Kids spend 7.5 hours per day on ‘entertainment media’
by Larry Magid
A new Kaiser Family Foundation study about kids’ use of media has some startling implications.
It found that “entertainment media” use among children and teens is up dramatically from five years ago. It also found that about 70 percent of youth say their families have no rules about how much time they can spend with TV, video games or computers.
I have to admit I was a bit disturbed after poring through the 85-page report. But it’s important to put this study into a broader context of how kids use media and how kids manage risk.
Kids today spend an average of 7 hours and 38 minutes a day consuming what the report calls “entertainment media.” But it gets worse. If you consider that kids are multi-tasking, it’s actually closer to 11 hours. That’s nearly every minute of every day when kids aren’t in school or sleeping.
The report, “Generation M2: Media in the Lives of 8- to 18-Year-Olds,” compares data from 2009 to similar studies done in 2004 and 1999.
The study found that kids who are heavy media users get lower grades. There was no cause and effect stated, but Kaiser found that 47 percent of heavy media users “say they usually get fair or poor grades (mostly Cs or lower),” compared to 23 percent of light users.
It also found that black and Hispanic youth spend far more time with media than white youth. Black and Hispanic children consume nearly 4½ hours more media daily (13 hours, compared to 8 hours and 36 minutes for whites). TV viewing accounts for a lot of the difference. Black children spend nearly 6 hours and Hispanics just under 5½ hours watching TV, compared to roughly 3½ hours a day for white youth, the report said.
Watching regular old TV actually declined by 25 minutes a day since 2004. But when you add in TV consumption online and on cell phones, it went up.
Not surprisingly, kids are spending more time using computers than they were five years ago — up to one hour and 29 minutes from one hour 2 minutes in 2004. Also no surprise, social networking is occupying more of their time.
“In a typical day,” said the report, “40 percent of young people will go to a social networking site, and those who do visit these sites will spend an average of almost an hour a day there. Fifty-three percent of 15- to 18-year-olds use social networking sites.
Mobile devices account for a lot of kids’ media use today. Sixty-six percent of 8- to 18-year-olds now have cell phones, compared to 39 percent five years ago. Seventy-six percent have iPods and other media players, up from 18 percent. Kids spend an average of 33 minutes a day talking on a cell phone, while 7th-to-12th graders spend an average of one hour and 35 minutes texting — that’s 118 messages per day.
While I have serious concerns about kids — and adults, for that matter — spending too much time using media, polishing their Facebook pages or texting with their friends, I don’t think it’s the same as the passive media consumption of previous generations.
Social networking and interaction with peers has lots of positive implications as well. We should compare this with how kids earlier spent time in malls, cafes and bowling alleys, and talking on landlines. Kids hang out online just as they used to hang out in these other venues. True, using a computer to access Facebook is a type of media consumption, but it’s really social interaction. Besides, it’s not just consumption. Kids are also producing media in the form of posts, photos and videos.
I’m in no way dismissing some of the disturbing findings about a generation of youth that is involved with media nearly every minute they’re awake and not in school. I think schools and parents need to put some thought into kids’ media diets.
But I know some incredibly bright and engaged kids who are growing up and thriving in this media environment. As anyone who spends time around teens will tell you — most of them are a joy to be around. And they’re media-savvy too.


▸ **What you need to do**
For every line in the material, output its text exactly and exclude any image it holds.

▸ **Listed records**
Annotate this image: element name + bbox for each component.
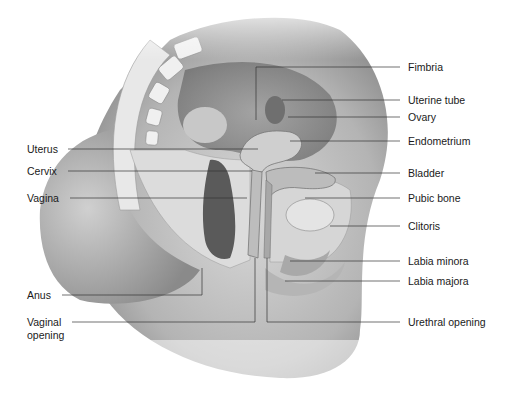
label-labia-minora: Labia minora [408,255,469,268]
label-cervix: Cervix [27,165,57,178]
label-anus: Anus [27,289,51,302]
label-fimbria: Fimbria [408,61,443,74]
label-vaginal-opening-line2: opening [27,329,64,342]
intestine [183,107,227,143]
label-endometrium: Endometrium [408,135,470,148]
label-vagina: Vagina [27,192,59,205]
label-clitoris: Clitoris [408,220,440,233]
label-vaginal-opening-line1: Vaginal [27,316,61,329]
label-pubic-bone: Pubic bone [408,192,461,205]
label-uterus: Uterus [27,143,58,156]
label-bladder: Bladder [408,167,444,180]
anatomy-diagram: Uterus Cervix Vagina Anus Vaginal openin… [0,0,514,400]
label-urethral-opening: Urethral opening [408,316,486,329]
label-labia-majora: Labia majora [408,275,469,288]
label-ovary: Ovary [408,111,436,124]
pubic-bone [286,199,334,231]
label-uterine-tube: Uterine tube [408,94,465,107]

▸ **Solution below**
Annotate this image: element name + bbox for each component.
label-labia-minora: Labia minora [408,255,469,268]
label-cervix: Cervix [27,165,57,178]
label-anus: Anus [27,289,51,302]
label-fimbria: Fimbria [408,61,443,74]
label-vaginal-opening-line2: opening [27,329,64,342]
intestine [183,107,227,143]
label-endometrium: Endometrium [408,135,470,148]
label-vagina: Vagina [27,192,59,205]
label-clitoris: Clitoris [408,220,440,233]
label-vaginal-opening-line1: Vaginal [27,316,61,329]
label-pubic-bone: Pubic bone [408,192,461,205]
label-uterus: Uterus [27,143,58,156]
label-bladder: Bladder [408,167,444,180]
anatomy-diagram: Uterus Cervix Vagina Anus Vaginal openin… [0,0,514,400]
label-urethral-opening: Urethral opening [408,316,486,329]
label-labia-majora: Labia majora [408,275,469,288]
label-ovary: Ovary [408,111,436,124]
pubic-bone [286,199,334,231]
label-uterine-tube: Uterine tube [408,94,465,107]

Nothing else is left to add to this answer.